DemonDoug-Alstry is MUCH MORE Bearish
June 05, 2008
– Comments (3)
Demon, I couldn't make this stuff up if I tried. It is simply the facts and Alstry is all about facts and only the facts. And somepeople still want to build spec homes in CA??????
And as far as you looking 20 years out, you probably don't have to look much beyond November.
From Blogs Ben Jones' thehousingbubbleblog.com:
“As the housing slowdown and credit crunch metastasized through the economy, new vehicle sales in the state fell almost 19 percent in 2008’s first quarter compared to 2007’s first quarter, the California Motor Dealers Association said.”
“‘My family has owned this dealership for 71 years,’ said Bill Brunelli, director of operations at Central Chevrolet in Fremont. ‘I’ve been in the business all my life; I remember the oil embargo of the 1970s, and I’ve never seen anything like this. We used to sell 200 cars a month five years ago; now we may sell 20 or 30.’”
From ABC 7.com. “It’s a sign of the times — some very hard times. Bankruptcy filings are up, and in Orange County they are skyrocketing. One development Eyewitness News visited in Orange County is supposed to be a sprawling collection of new houses and townhomes.”
“But the only thing sprawling these days across the empty fields are the weeds. The real estate market is withering.”
“‘You can probably drive around most of Southern California and see real estate development projects that have, frankly, just stopped,’ said bankruptcy attorney Jim Bastian.”
“Bankruptcy filings in Southern California are skyrocketing. The latest year-to-year numbers for April show bankruptcies in L.A. County are up 92 percent. In Riverside County, they’re even worse at 125 percent. In Orange County, statistics show bankruptcies are up a staggering 153 percent.”
“‘It’s going to get worse before it gets better,’ said Bastian. ‘Most of the people that I’ve talked to, and if you talk to experts in the industry, they’ll tell you it might be 2010 or 2011 before we see prices get back to where they were even three or four years ago.’”
“‘People who should not have been in this situation, where they’re buying a $400,000 or $500,000 house and having a mortgage payment of $4,000 or $5,000 per month, when they’re only making $25,000 or $35,000 a year,’ said Bastian.”
The Contra Costa Times. “Under water. Upside down. Negative equity. No matter the terminology to describe the erosion of home equity in the East Bay, the conclusion is inescapable: A local housing sector that once was remarkable for how high it could soar has plunged into the depths.”
“About two out of three East Bay homes that were bought since 2005 are now worth less than the mortgages on the houses, according to a Zillow.com study.”
From Sacramento Landing Blog:
From the Associated Press:
Robert Lindsey was not surprised by new data last week that showed new home sales have fallen more than 40 percent from their peak almost three years ago. He can tell from his company's bank account. "We're literally losing money every month," said Lindsey, general manager of Signature Drywall Inc., in Sacramento, which installs drywall in new homes and apartments in the Sacramento and San Francisco areas. In 2005, the firm raked in some $30 million in sales. Last year, sales were less than half that, and this year Lindsey hopes he can make $8 million. "It's kind of like bleeding to death," he said.
...
In California alone, subcontractors have laid off, on average, up to 80 percent of their staff, according to the California Professional Association of Specialty Contractors in Sacramento, which mostly represents firms engaged in new home construction projects...Head hunters say workers have fled California for Utah, Texas and other states where there's a better chance to get work in homebuilding.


#### [Task statement]
Filter the material below down to the lines with the word "axis" and give those lines.

_____

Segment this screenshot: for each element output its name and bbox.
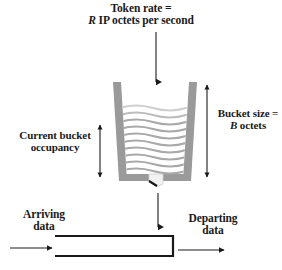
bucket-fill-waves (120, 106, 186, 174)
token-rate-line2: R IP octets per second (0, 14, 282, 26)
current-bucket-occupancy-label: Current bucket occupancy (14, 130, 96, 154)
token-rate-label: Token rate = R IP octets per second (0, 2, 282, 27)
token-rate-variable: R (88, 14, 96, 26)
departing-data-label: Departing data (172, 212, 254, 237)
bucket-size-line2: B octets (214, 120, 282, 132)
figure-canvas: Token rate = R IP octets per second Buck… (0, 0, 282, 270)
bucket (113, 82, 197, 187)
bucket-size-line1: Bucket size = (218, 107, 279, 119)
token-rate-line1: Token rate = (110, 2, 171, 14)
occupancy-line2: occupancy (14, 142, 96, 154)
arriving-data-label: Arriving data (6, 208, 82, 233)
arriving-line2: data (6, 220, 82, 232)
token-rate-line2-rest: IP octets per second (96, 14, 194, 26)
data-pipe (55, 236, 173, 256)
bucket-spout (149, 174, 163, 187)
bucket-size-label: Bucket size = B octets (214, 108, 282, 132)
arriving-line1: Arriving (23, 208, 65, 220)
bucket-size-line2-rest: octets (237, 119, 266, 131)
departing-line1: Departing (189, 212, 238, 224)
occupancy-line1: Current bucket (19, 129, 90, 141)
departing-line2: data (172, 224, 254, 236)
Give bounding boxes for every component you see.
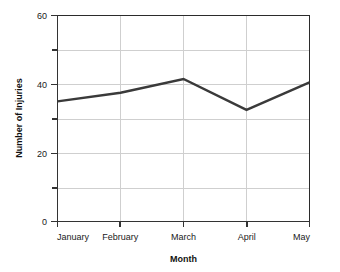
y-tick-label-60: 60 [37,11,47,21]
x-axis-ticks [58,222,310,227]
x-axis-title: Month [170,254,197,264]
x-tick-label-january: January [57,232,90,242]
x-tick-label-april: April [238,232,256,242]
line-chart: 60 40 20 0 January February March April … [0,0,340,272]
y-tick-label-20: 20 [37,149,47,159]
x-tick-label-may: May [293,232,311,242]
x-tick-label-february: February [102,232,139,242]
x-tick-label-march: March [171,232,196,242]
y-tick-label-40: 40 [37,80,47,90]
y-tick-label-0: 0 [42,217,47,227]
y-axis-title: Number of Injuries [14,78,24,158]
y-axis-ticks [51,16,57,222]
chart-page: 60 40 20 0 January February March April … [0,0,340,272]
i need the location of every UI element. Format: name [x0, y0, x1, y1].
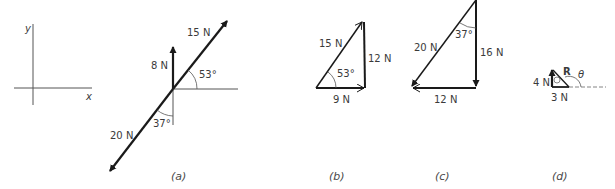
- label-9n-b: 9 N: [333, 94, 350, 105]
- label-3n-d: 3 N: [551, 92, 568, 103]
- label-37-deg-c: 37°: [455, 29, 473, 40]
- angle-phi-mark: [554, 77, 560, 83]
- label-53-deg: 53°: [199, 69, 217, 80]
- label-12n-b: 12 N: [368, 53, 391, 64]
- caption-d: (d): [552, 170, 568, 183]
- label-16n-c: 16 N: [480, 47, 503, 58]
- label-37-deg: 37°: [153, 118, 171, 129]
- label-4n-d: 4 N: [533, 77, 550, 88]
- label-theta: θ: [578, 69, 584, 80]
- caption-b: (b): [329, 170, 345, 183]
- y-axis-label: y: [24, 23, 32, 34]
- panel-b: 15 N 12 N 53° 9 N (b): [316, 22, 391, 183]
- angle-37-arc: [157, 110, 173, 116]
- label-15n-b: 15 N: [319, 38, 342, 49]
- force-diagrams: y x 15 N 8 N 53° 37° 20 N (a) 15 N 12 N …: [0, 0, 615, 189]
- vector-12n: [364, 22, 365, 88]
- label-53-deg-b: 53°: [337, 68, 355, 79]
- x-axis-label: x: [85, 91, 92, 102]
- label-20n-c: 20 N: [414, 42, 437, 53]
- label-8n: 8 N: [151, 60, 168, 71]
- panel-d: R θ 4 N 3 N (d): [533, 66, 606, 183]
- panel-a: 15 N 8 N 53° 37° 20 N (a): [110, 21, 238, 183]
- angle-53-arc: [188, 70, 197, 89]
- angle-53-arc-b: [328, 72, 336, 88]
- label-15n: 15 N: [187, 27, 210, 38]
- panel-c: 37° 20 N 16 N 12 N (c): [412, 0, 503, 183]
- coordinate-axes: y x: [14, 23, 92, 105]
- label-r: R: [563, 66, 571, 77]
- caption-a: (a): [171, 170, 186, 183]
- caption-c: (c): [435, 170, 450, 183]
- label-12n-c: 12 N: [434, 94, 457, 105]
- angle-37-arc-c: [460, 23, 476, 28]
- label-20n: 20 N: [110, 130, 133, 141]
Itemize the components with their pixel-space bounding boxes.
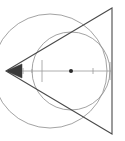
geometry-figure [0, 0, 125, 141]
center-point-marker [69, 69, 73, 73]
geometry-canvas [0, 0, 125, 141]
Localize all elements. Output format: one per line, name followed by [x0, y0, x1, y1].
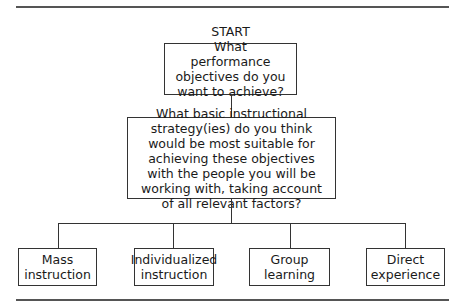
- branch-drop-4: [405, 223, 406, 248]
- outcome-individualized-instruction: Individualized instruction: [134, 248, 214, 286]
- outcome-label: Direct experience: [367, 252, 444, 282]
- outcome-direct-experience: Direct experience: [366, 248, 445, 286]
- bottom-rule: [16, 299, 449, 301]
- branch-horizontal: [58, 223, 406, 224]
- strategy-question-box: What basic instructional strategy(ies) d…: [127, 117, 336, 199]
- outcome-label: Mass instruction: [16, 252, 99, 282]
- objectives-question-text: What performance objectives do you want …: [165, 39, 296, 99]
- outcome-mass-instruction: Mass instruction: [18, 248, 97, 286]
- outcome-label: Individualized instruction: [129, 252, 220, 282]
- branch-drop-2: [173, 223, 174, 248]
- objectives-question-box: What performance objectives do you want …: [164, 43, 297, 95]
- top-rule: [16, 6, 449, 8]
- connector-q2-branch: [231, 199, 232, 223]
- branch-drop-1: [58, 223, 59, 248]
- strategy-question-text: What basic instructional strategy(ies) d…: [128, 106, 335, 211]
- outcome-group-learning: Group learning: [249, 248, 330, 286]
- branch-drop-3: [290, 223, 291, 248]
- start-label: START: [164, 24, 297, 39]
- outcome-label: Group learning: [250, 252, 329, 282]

_____

#### [Exercise output]
x-axis-ticks [58,222,310,227]
x-axis-title: Month [170,254,197,264]
y-axis-title: Number of Injuries [14,78,24,158]
y-axis-ticks [51,16,57,222]
- y-axis-label: y: [24, 23, 32, 34]
- x-axis-label: x: [85, 91, 92, 102]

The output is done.